STAY CONNECTED: Have the stories that matter most delivered every night to your email inbox. Subscribe to our daily local news wrap.
This sea and space themed mural is one of three murals put up around the city as part of the first ever Hub City Walls Festival. 
MURAL FESTIVAL

Hub City Walls wraps inaugural festival, adding splash of colour to downtown Nanaimo

Aug 15, 2020 | 7:38 AM

NANAIMO — A trio of downtown spaces are now adorned with beautiful works of art, courtesy the first ever Hub City Walls festival.

Drastically altered due to COVID-19, organizers still pushed on with a modified version of their vision from before the pandemic.

Lauren Semple, festival producer, told NanaimoNewsNOW it was the right decision to forge ahead.
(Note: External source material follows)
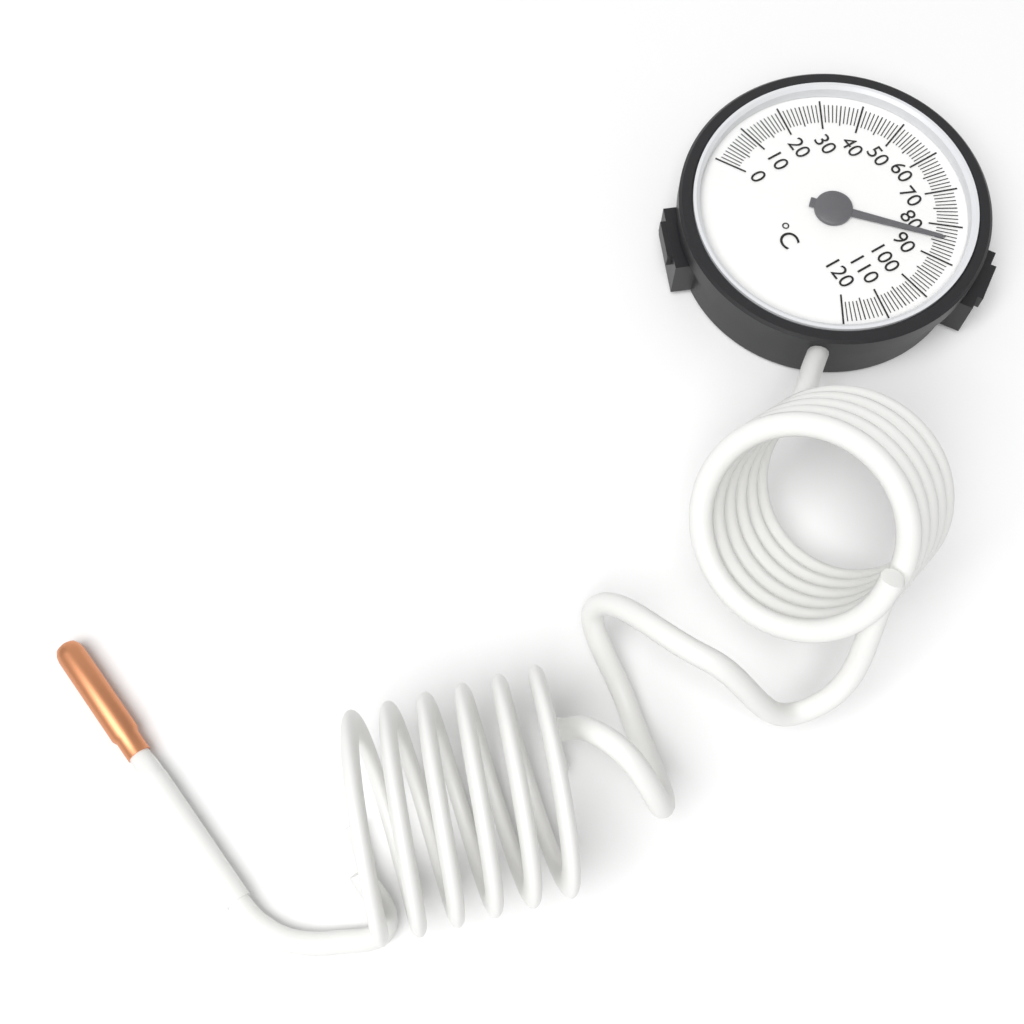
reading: 84 °C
“(Festivals are) already tough to get launched and a lot of work, then you toss a pandemic on top of that. It was hard, we had to go through a lot of cancellations of events we originally wanted to have and change the amount of murals we were going to do.”

Three local artists took over space in the downtown core between Monday Aug. 10 and Friday, Aug. 14.
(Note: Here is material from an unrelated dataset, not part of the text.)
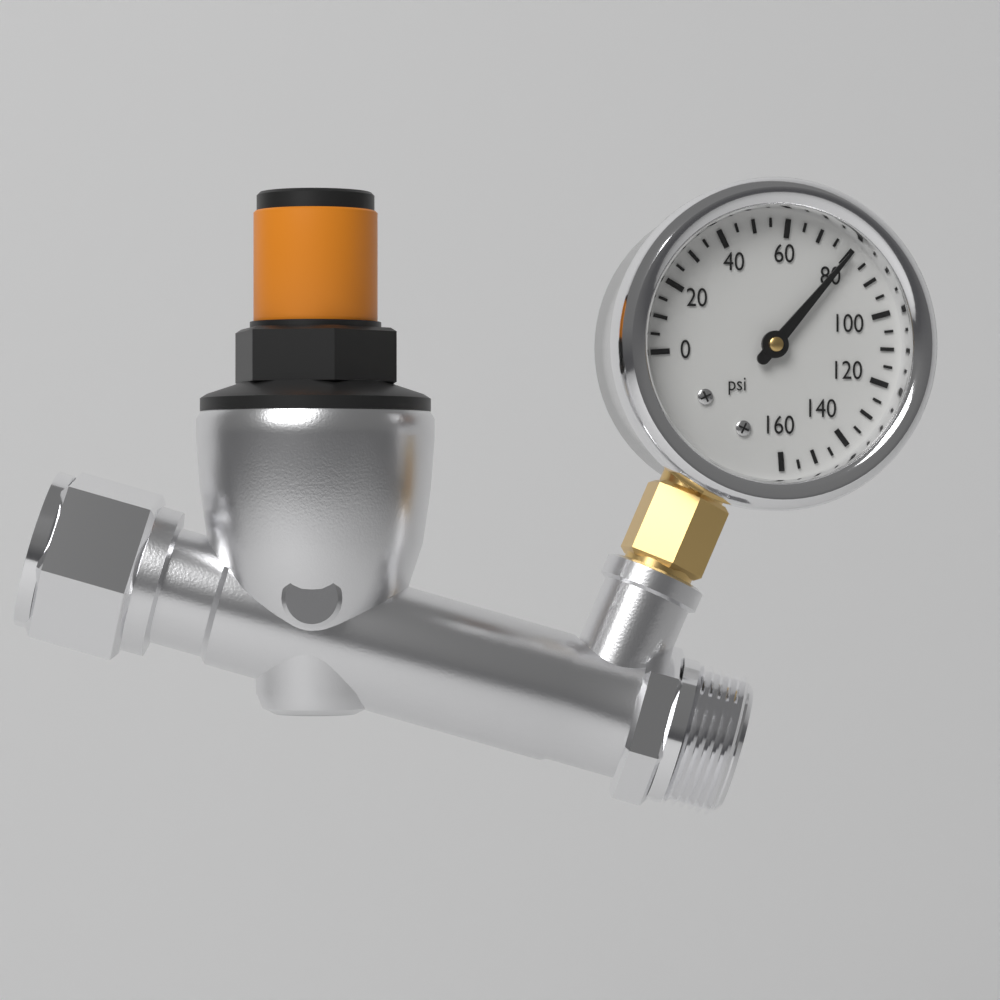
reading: 80 psi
Each were chosen from applications received earlier in the year and given a blank canvas to create their piece.

“The spirit of Hub City Walls is to really allow the artists to bring what they want to create to the table,” Semple said. “The designs that you see up were actually what the artist originally proposed…we didn’t change or guide or direct them in any way.

Kara Harrison made a sea and space-inspired mural on bare rock along Front St., behind Port Place Mall.

Her design centred around five otters, characters she has used in her pieces before.

“They always get a great reception, people have always commented they are happy and whimsical and really joyous,” Harrison said.

Taking the animals out of their normal sea environment and blending a mix of galaxies and stars was Harrison’s twist to help her mural stand out.

The biggest challenge for Harrison was working on a brand new substrate, bare rock, along with translating her sketches to a large scale canvas.

Her piece for Hub City Walls is significantly larger than anything she’s worked on before.

“I kept having to run across to the other side of the street to look at it to get the kind of perspective that other people were going to be seeing it instead of being right up close,” Harrison said.

Harrison added many people knew what she was doing and the Festival overall, but she had a few curious onlookers questioning her as she setup paints each day.

“I would wonder if somebody was going to stop me and think I was defacing this mural that I’m actually making, or are people going to be upset thinking I’ve just taken this wall.”

Hub City Walls plans to return in 2021 with a festival more in line with their pre-COVID vision and will scale back their plans as the health situation demands.